Is Coun Perkins arguing that, once the "cycling policy" is fully implemented, we can look forward to the end of cycling anarchy which so disfigures this town? If so, how? Is the council intending to bring pressure to bear on the police, who for years have ignored their responsibility in this respect? If so, why wait any longer? Why not use the influence the council possesses to do so now? After all violations are happening now. I never travel by foot without risking being knocked down by a cyclist on the pavement or in an underpass. It is true that there is a statutory instrument waiting to pass through the Commons which will provide the police with the power to fine, on the spot, people violating the cycling laws. Perhaps the council and the police should get together so as to create a "cycling policy" which both respects the law, and ensures the safety of the innocent pedestrian.

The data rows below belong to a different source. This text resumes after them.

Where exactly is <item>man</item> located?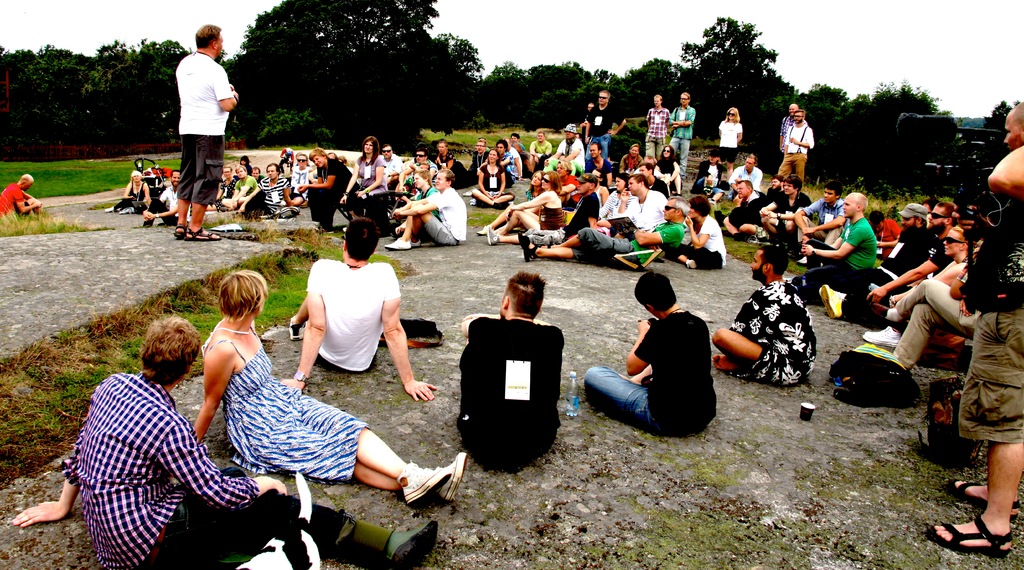
Its bounding box is bbox=[159, 28, 230, 203].
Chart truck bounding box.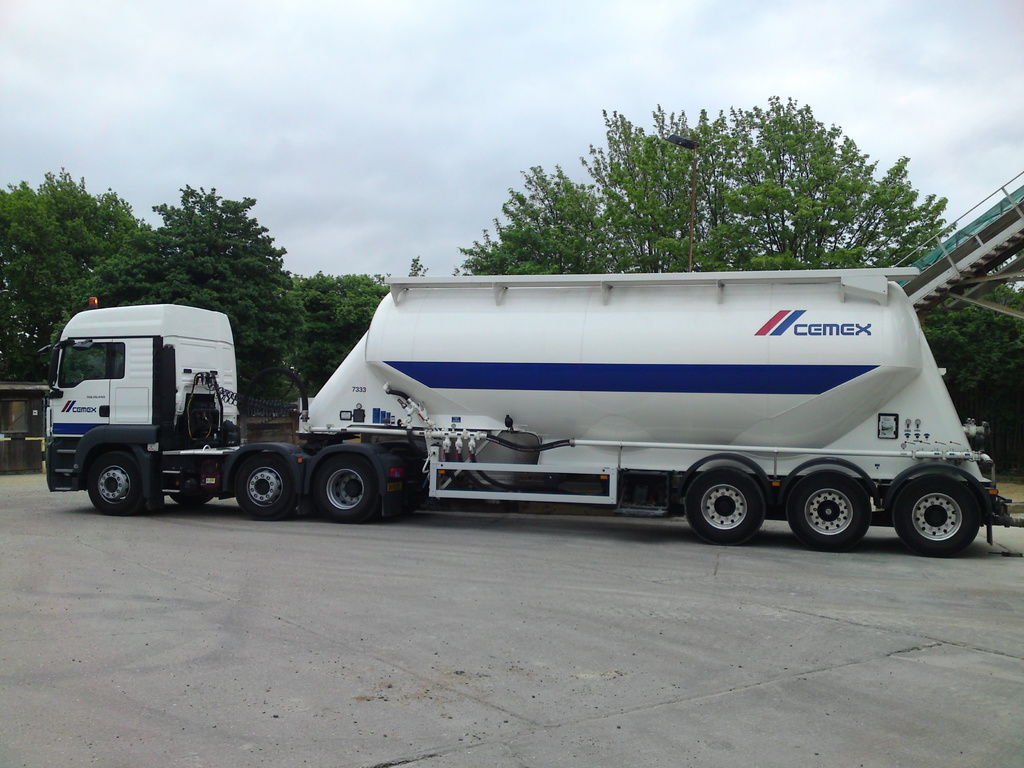
Charted: 35, 264, 1014, 556.
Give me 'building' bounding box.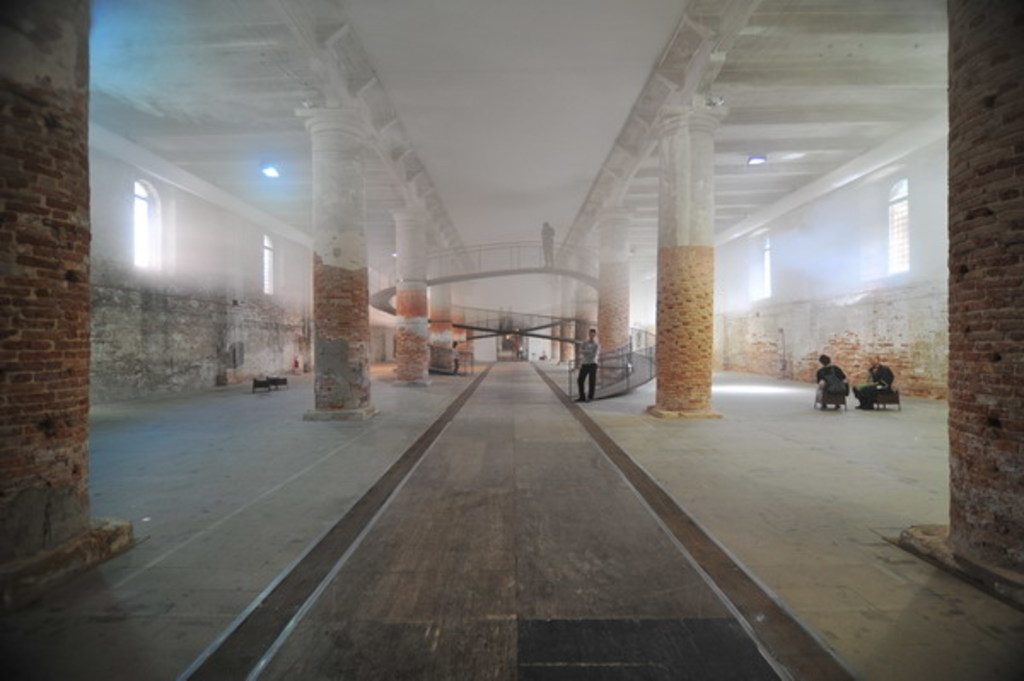
{"x1": 0, "y1": 0, "x2": 1022, "y2": 679}.
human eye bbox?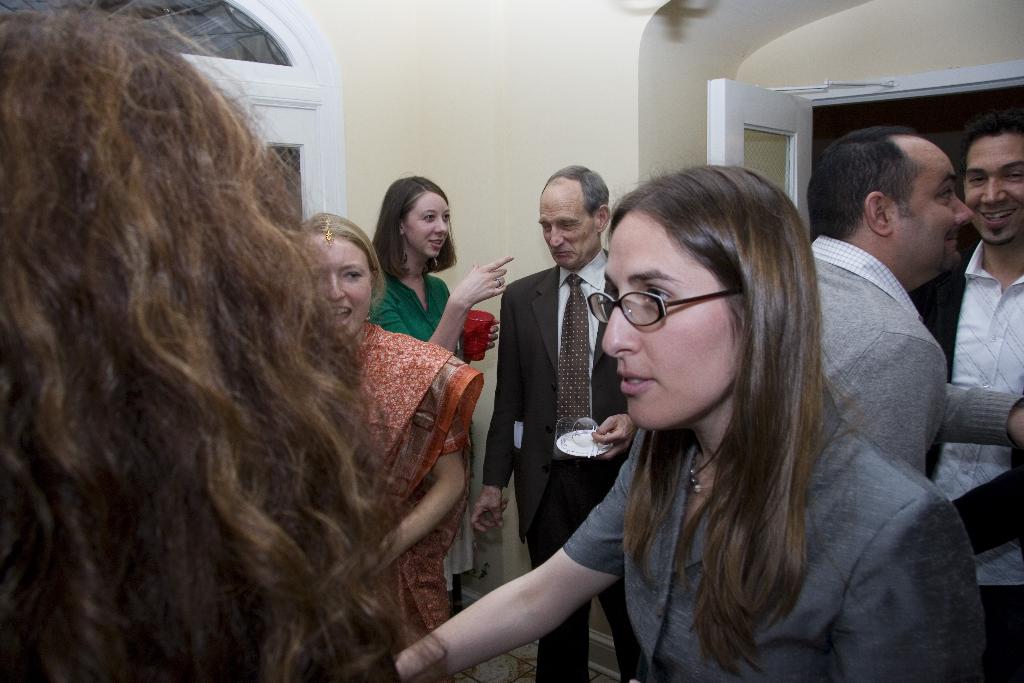
{"left": 420, "top": 213, "right": 436, "bottom": 223}
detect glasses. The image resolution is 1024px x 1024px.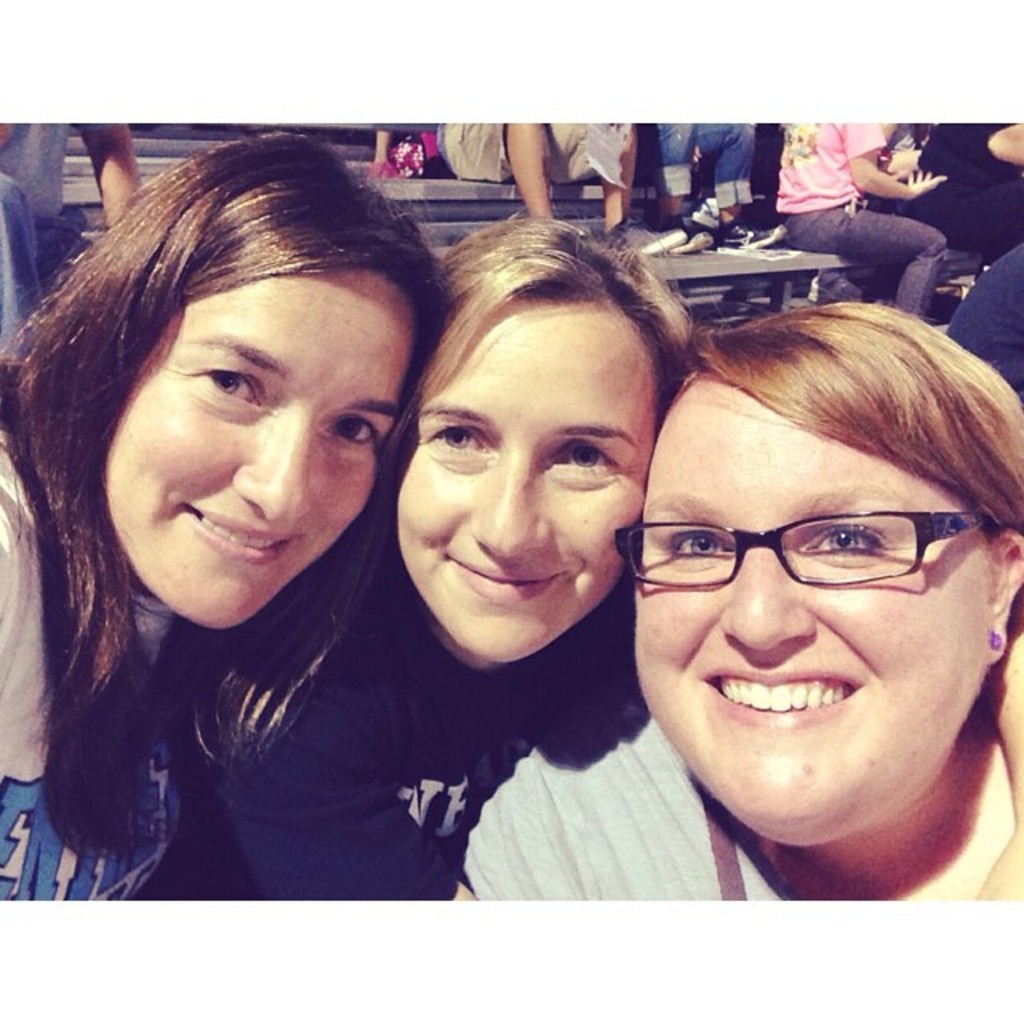
(x1=614, y1=502, x2=1006, y2=598).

If Coun Perkins wants to know just what the public feels about bikes on pavements, I suggest he goes and stands at the traffic lights on Peel Way opposite Tesco, and notes how the vast majority of pedestrians totally ignore the cycling lane and use it as a pavement. He will find the same thing at the Bury Bridge-Irwell Street underpass.

Since Victorian times - and indeed before in some areas - pavements have been the exclusive preserve of pedestrians. People know this and resent attempts by the authorities to create a system which ignores this. They want a policy which both respects the law and guarantees their safety.

Or do we have to wait for someone to be injured, or worse, before the council and the police come to their senses?

RAY HONEYFORD,

Wragby Close, Bury.

Converted for the new archive on 14 July 2000. Some images and formatting may have been lost in the conversion.